§ **EXERCISE INSTRUCTIONS**:
Below is a set of records; print all of them exactly as written.

====== EXTRACTED RECORDS ======

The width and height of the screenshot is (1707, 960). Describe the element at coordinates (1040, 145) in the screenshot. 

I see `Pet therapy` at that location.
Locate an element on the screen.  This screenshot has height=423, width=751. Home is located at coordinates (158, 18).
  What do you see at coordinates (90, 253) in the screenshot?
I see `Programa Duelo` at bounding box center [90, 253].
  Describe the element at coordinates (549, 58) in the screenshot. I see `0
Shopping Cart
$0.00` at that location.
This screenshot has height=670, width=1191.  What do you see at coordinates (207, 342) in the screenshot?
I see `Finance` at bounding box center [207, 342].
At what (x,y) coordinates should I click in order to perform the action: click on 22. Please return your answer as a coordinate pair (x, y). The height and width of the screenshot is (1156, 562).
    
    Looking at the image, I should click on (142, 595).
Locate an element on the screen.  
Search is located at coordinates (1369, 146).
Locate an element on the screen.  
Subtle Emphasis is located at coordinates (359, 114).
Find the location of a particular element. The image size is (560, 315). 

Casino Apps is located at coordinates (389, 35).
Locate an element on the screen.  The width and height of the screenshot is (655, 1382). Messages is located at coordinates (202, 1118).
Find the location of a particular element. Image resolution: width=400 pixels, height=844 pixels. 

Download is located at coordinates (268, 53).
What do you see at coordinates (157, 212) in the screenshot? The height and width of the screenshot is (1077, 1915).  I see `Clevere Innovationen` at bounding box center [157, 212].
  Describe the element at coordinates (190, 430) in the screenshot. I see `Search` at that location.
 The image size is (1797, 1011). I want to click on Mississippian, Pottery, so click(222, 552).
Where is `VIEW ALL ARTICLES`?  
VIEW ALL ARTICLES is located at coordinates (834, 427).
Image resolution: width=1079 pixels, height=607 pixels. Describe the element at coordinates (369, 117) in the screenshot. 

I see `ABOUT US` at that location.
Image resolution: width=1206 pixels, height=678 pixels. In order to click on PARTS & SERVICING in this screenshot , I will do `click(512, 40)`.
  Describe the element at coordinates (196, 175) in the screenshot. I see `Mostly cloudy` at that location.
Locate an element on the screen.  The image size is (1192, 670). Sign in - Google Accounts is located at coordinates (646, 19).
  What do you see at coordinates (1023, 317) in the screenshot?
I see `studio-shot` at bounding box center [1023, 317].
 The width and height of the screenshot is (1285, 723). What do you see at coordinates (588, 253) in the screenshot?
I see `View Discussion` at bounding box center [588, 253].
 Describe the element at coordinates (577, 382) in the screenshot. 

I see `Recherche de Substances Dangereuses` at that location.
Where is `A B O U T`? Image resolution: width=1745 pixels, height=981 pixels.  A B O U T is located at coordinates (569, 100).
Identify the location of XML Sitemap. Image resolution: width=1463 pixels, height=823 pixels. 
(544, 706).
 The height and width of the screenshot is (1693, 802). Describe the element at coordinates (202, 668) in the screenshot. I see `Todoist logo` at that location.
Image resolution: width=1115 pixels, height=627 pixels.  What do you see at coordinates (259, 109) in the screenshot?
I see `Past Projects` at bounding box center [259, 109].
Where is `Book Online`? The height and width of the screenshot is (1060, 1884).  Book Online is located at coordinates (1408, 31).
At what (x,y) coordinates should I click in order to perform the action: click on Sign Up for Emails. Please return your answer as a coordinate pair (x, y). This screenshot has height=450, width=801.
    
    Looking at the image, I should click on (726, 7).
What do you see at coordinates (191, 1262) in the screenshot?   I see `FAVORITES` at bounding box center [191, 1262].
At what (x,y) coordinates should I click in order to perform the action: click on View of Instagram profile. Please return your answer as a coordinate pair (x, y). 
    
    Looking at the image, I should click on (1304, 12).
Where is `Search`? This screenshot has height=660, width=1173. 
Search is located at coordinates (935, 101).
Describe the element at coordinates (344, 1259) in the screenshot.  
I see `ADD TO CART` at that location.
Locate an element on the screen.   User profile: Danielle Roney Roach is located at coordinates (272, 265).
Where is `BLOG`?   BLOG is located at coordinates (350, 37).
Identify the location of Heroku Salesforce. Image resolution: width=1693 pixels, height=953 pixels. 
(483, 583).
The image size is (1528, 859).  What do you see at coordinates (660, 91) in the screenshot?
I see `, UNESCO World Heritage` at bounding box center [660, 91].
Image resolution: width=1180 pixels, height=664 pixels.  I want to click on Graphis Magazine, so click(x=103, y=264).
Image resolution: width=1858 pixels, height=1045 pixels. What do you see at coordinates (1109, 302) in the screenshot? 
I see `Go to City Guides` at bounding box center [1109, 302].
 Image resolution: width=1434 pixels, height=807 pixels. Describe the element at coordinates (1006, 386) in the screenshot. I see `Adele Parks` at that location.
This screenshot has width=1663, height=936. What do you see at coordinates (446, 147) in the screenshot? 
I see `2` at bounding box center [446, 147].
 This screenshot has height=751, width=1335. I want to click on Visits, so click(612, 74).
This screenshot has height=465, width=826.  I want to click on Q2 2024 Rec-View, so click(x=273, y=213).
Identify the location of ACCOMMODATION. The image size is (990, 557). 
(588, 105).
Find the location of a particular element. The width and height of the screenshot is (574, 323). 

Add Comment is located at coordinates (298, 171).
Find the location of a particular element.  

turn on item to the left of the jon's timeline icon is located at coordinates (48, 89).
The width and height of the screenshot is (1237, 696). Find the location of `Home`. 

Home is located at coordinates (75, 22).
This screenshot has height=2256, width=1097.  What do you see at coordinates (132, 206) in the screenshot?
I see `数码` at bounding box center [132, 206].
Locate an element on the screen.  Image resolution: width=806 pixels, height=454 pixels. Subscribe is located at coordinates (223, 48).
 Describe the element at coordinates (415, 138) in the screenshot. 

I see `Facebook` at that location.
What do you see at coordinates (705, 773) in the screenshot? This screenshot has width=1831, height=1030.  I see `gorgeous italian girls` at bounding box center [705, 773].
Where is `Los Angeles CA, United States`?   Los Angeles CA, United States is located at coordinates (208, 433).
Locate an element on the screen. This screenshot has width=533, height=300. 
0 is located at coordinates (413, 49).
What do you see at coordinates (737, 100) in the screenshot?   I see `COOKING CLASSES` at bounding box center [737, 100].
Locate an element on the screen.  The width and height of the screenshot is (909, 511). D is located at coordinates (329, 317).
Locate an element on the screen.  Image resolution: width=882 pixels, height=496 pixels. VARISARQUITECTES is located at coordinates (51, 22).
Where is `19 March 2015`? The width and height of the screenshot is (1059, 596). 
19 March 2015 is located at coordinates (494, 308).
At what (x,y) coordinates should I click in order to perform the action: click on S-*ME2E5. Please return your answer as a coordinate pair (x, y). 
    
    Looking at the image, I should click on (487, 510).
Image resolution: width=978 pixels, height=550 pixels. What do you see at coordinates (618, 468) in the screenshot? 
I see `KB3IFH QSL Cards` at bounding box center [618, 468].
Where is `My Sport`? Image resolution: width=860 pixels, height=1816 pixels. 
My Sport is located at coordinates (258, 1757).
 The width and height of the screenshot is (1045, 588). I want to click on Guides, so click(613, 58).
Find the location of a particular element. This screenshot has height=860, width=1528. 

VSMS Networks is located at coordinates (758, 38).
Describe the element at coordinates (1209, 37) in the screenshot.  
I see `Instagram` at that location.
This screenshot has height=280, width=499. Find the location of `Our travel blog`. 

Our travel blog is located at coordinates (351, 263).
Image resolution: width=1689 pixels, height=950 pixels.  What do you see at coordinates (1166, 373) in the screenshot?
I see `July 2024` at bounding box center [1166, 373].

======

§ **RESULT OF THE EXERCISE**:
The width and height of the screenshot is (1707, 960). Describe the element at coordinates (1040, 145) in the screenshot. 

I see `Pet therapy` at that location.
Locate an element on the screen.  This screenshot has height=423, width=751. Home is located at coordinates (158, 18).
  What do you see at coordinates (90, 253) in the screenshot?
I see `Programa Duelo` at bounding box center [90, 253].
  Describe the element at coordinates (549, 58) in the screenshot. I see `0
Shopping Cart
$0.00` at that location.
This screenshot has height=670, width=1191.  What do you see at coordinates (207, 342) in the screenshot?
I see `Finance` at bounding box center [207, 342].
At what (x,y) coordinates should I click in order to perform the action: click on 22. Please return your answer as a coordinate pair (x, y). The height and width of the screenshot is (1156, 562).
    
    Looking at the image, I should click on (142, 595).
Locate an element on the screen.  
Search is located at coordinates (1369, 146).
Locate an element on the screen.  
Subtle Emphasis is located at coordinates (359, 114).
Find the location of a particular element. The image size is (560, 315). 

Casino Apps is located at coordinates (389, 35).
Locate an element on the screen.  The width and height of the screenshot is (655, 1382). Messages is located at coordinates (202, 1118).
Find the location of a particular element. Image resolution: width=400 pixels, height=844 pixels. 

Download is located at coordinates (268, 53).
What do you see at coordinates (157, 212) in the screenshot? The height and width of the screenshot is (1077, 1915).  I see `Clevere Innovationen` at bounding box center [157, 212].
  Describe the element at coordinates (190, 430) in the screenshot. I see `Search` at that location.
 The image size is (1797, 1011). I want to click on Mississippian, Pottery, so click(222, 552).
Where is `VIEW ALL ARTICLES`?  
VIEW ALL ARTICLES is located at coordinates (834, 427).
Image resolution: width=1079 pixels, height=607 pixels. Describe the element at coordinates (369, 117) in the screenshot. 

I see `ABOUT US` at that location.
Image resolution: width=1206 pixels, height=678 pixels. In order to click on PARTS & SERVICING in this screenshot , I will do `click(512, 40)`.
  Describe the element at coordinates (196, 175) in the screenshot. I see `Mostly cloudy` at that location.
Locate an element on the screen.  The image size is (1192, 670). Sign in - Google Accounts is located at coordinates (646, 19).
  What do you see at coordinates (1023, 317) in the screenshot?
I see `studio-shot` at bounding box center [1023, 317].
 The width and height of the screenshot is (1285, 723). What do you see at coordinates (588, 253) in the screenshot?
I see `View Discussion` at bounding box center [588, 253].
 Describe the element at coordinates (577, 382) in the screenshot. 

I see `Recherche de Substances Dangereuses` at that location.
Where is `A B O U T`? Image resolution: width=1745 pixels, height=981 pixels.  A B O U T is located at coordinates (569, 100).
Identify the location of XML Sitemap. Image resolution: width=1463 pixels, height=823 pixels. 
(544, 706).
 The height and width of the screenshot is (1693, 802). Describe the element at coordinates (202, 668) in the screenshot. I see `Todoist logo` at that location.
Image resolution: width=1115 pixels, height=627 pixels.  What do you see at coordinates (259, 109) in the screenshot?
I see `Past Projects` at bounding box center [259, 109].
Where is `Book Online`? The height and width of the screenshot is (1060, 1884).  Book Online is located at coordinates (1408, 31).
At what (x,y) coordinates should I click in order to perform the action: click on Sign Up for Emails. Please return your answer as a coordinate pair (x, y). This screenshot has height=450, width=801.
    
    Looking at the image, I should click on (726, 7).
What do you see at coordinates (191, 1262) in the screenshot?   I see `FAVORITES` at bounding box center [191, 1262].
At what (x,y) coordinates should I click in order to perform the action: click on View of Instagram profile. Please return your answer as a coordinate pair (x, y). 
    
    Looking at the image, I should click on (1304, 12).
Where is `Search`? This screenshot has height=660, width=1173. 
Search is located at coordinates (935, 101).
Describe the element at coordinates (344, 1259) in the screenshot.  
I see `ADD TO CART` at that location.
Locate an element on the screen.   User profile: Danielle Roney Roach is located at coordinates (272, 265).
Where is `BLOG`?   BLOG is located at coordinates (350, 37).
Identify the location of Heroku Salesforce. Image resolution: width=1693 pixels, height=953 pixels. 
(483, 583).
The image size is (1528, 859).  What do you see at coordinates (660, 91) in the screenshot?
I see `, UNESCO World Heritage` at bounding box center [660, 91].
Image resolution: width=1180 pixels, height=664 pixels.  I want to click on Graphis Magazine, so click(x=103, y=264).
Image resolution: width=1858 pixels, height=1045 pixels. What do you see at coordinates (1109, 302) in the screenshot? 
I see `Go to City Guides` at bounding box center [1109, 302].
 Image resolution: width=1434 pixels, height=807 pixels. Describe the element at coordinates (1006, 386) in the screenshot. I see `Adele Parks` at that location.
This screenshot has width=1663, height=936. What do you see at coordinates (446, 147) in the screenshot? 
I see `2` at bounding box center [446, 147].
 This screenshot has height=751, width=1335. I want to click on Visits, so click(612, 74).
This screenshot has height=465, width=826.  I want to click on Q2 2024 Rec-View, so click(x=273, y=213).
Identify the location of ACCOMMODATION. The image size is (990, 557). 
(588, 105).
Find the location of a particular element. The width and height of the screenshot is (574, 323). 

Add Comment is located at coordinates (298, 171).
Find the location of a particular element.  

turn on item to the left of the jon's timeline icon is located at coordinates (48, 89).
The width and height of the screenshot is (1237, 696). Find the location of `Home`. 

Home is located at coordinates (75, 22).
This screenshot has height=2256, width=1097.  What do you see at coordinates (132, 206) in the screenshot?
I see `数码` at bounding box center [132, 206].
Locate an element on the screen.  Image resolution: width=806 pixels, height=454 pixels. Subscribe is located at coordinates (223, 48).
 Describe the element at coordinates (415, 138) in the screenshot. 

I see `Facebook` at that location.
What do you see at coordinates (705, 773) in the screenshot? This screenshot has width=1831, height=1030.  I see `gorgeous italian girls` at bounding box center [705, 773].
Where is `Los Angeles CA, United States`?   Los Angeles CA, United States is located at coordinates (208, 433).
Locate an element on the screen. This screenshot has width=533, height=300. 
0 is located at coordinates (413, 49).
What do you see at coordinates (737, 100) in the screenshot?   I see `COOKING CLASSES` at bounding box center [737, 100].
Locate an element on the screen.  The width and height of the screenshot is (909, 511). D is located at coordinates (329, 317).
Locate an element on the screen.  Image resolution: width=882 pixels, height=496 pixels. VARISARQUITECTES is located at coordinates (51, 22).
Where is `19 March 2015`? The width and height of the screenshot is (1059, 596). 
19 March 2015 is located at coordinates (494, 308).
At what (x,y) coordinates should I click in order to perform the action: click on S-*ME2E5. Please return your answer as a coordinate pair (x, y). 
    
    Looking at the image, I should click on (487, 510).
Image resolution: width=978 pixels, height=550 pixels. What do you see at coordinates (618, 468) in the screenshot? 
I see `KB3IFH QSL Cards` at bounding box center [618, 468].
Where is `My Sport`? Image resolution: width=860 pixels, height=1816 pixels. 
My Sport is located at coordinates (258, 1757).
 The width and height of the screenshot is (1045, 588). I want to click on Guides, so click(613, 58).
Find the location of a particular element. This screenshot has height=860, width=1528. 

VSMS Networks is located at coordinates (758, 38).
Describe the element at coordinates (1209, 37) in the screenshot.  
I see `Instagram` at that location.
This screenshot has height=280, width=499. Find the location of `Our travel blog`. 

Our travel blog is located at coordinates (351, 263).
Image resolution: width=1689 pixels, height=950 pixels.  What do you see at coordinates (1166, 373) in the screenshot?
I see `July 2024` at bounding box center [1166, 373].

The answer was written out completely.